Sometimes I lay at the foot of a tree and looked up at her dangling legs above me. “Climb up here,” she said, even though she knew I could never reach that high. I smiled stupidly back. It did not matter at all that I could not catch up with her. I lived through her. What was left behind was only my shell.
One step further, one breath skipped—it does not take much to slip from life into death. From life to life? That is a long way.
We forgive many people for what they cannot do for us, but not our mothers; we protect our mothers more than we protect others, too.
Any experience is experience, any life a life.
ask. No one knows how to want something that does not yet exist.
Life is most difficult for those who know what they want and also know what makes it impossible for them to get what they want. Life is still difficult, but less so, for those who know what they want but have not realized that they will never get it. It is the least difficult for people who do not know what they want.

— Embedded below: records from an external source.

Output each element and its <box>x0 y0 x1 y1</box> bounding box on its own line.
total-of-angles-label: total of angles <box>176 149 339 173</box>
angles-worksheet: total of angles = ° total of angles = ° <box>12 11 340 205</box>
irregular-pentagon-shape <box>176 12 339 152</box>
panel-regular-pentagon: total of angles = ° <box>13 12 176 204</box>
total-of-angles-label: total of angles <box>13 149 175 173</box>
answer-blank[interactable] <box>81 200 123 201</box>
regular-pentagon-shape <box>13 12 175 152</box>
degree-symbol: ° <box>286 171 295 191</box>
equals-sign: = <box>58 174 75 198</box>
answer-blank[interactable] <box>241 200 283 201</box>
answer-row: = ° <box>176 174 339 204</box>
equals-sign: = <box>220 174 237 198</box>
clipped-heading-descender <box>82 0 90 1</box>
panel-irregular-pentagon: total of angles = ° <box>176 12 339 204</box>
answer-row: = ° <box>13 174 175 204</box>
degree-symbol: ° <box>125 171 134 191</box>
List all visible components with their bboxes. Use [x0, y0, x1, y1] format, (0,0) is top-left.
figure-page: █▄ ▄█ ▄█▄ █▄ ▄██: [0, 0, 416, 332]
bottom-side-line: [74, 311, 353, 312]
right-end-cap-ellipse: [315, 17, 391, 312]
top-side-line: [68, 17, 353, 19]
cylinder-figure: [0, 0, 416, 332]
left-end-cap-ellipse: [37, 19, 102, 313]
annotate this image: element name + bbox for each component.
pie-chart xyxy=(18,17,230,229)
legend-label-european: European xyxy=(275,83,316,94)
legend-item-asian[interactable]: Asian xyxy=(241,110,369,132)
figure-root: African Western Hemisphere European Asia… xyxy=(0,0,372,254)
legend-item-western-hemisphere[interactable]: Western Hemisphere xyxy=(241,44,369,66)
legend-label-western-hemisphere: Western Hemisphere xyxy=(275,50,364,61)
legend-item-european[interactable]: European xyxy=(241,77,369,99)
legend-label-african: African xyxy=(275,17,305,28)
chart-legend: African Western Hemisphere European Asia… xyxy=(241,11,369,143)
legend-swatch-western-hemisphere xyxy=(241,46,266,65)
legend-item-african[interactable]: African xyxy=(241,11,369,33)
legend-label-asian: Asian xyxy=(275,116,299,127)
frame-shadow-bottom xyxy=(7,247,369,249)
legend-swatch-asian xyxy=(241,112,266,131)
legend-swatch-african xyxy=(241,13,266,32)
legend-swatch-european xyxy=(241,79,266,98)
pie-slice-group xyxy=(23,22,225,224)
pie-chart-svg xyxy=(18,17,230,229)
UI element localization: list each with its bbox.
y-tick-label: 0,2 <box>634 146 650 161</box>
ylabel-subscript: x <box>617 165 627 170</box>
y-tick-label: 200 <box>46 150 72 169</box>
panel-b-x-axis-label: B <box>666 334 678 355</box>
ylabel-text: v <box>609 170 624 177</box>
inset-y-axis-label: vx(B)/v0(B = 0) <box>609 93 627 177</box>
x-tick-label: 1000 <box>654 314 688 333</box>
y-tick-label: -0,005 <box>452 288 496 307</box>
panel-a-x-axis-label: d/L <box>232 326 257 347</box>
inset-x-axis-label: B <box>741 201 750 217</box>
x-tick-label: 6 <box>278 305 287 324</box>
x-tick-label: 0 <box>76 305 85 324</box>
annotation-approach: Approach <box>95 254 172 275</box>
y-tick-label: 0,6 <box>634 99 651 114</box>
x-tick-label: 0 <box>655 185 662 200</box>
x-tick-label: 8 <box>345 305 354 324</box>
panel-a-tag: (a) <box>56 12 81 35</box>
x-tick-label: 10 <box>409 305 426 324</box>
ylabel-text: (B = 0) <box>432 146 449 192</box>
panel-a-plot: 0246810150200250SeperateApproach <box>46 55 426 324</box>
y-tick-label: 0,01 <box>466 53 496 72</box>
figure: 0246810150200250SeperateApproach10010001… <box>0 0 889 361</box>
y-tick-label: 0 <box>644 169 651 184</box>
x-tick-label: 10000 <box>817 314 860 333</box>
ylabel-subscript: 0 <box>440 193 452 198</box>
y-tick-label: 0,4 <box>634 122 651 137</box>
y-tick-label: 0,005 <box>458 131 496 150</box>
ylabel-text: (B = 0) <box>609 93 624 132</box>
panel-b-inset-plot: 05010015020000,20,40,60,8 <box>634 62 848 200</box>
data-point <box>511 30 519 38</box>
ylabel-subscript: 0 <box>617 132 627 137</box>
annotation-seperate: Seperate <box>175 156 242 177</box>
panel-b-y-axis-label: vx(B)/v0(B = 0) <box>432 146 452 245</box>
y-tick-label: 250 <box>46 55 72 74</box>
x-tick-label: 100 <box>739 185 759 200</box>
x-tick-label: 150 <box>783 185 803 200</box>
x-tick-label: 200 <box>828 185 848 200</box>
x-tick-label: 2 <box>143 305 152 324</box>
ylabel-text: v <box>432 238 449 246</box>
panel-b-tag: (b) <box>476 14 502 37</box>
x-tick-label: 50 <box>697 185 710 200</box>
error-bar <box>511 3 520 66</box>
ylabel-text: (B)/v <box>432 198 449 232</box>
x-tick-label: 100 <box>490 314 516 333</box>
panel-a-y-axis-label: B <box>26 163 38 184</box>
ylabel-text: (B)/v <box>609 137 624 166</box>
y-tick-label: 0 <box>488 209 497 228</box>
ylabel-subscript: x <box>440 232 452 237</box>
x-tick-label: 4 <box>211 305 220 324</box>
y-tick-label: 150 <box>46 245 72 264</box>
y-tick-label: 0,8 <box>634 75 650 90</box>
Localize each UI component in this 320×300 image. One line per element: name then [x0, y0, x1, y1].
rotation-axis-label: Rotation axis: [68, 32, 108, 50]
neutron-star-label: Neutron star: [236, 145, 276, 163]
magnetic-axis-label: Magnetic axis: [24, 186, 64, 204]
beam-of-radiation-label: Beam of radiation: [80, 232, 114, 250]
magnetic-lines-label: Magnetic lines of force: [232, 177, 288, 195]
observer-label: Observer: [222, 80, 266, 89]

Often I imagine that living is a game of rock-paper-scissors: fate beats hope, hope beats ignorance, and ignorance beats fate. Or, in a version that has preoccupied me: the fatalistic attracts the hopeful, the hopeful attracts the ignorant, and the ignorant, the fatalistic.
All human beings, unless they are dead, are warm-blooded and warmhearted, so I always find the descriptions laughable, though in Catalina’s case she truly deserved them. But her personality, I now understand, was impaired by her desire to be good and to be right. To be good was in her nature. She took genuine pleasure in being good. However, where does the desire to be right lead one, if not to the wrong place?
The inconvenience of being able to lie easily was that when I said something truthful, it sounded like a lie.
Adults often felt the need to say the right things. That way they would not feel bad about making life hard for others, especially for children.
True blind rage is like true blind courage—if you have ever seen a squirrel trapped in a cage or a bird fly into a room by accident, you will understand this. It does not matter that the squirrel’s claws cannot shake open the cage, or the windowpane will not give way to the bird’s thumping. For some—animals, children—despair and doom galvanize.
Perhaps I was born a material different from my parents. I was born a hard person, harder than most people in my life, so I have only myself to blame when I cannot feel the love of others, my parents among them. Love from those who cannot damage us irreparably often feels insufficient; we may think, rightly or wrongly, that their love does not matter at all.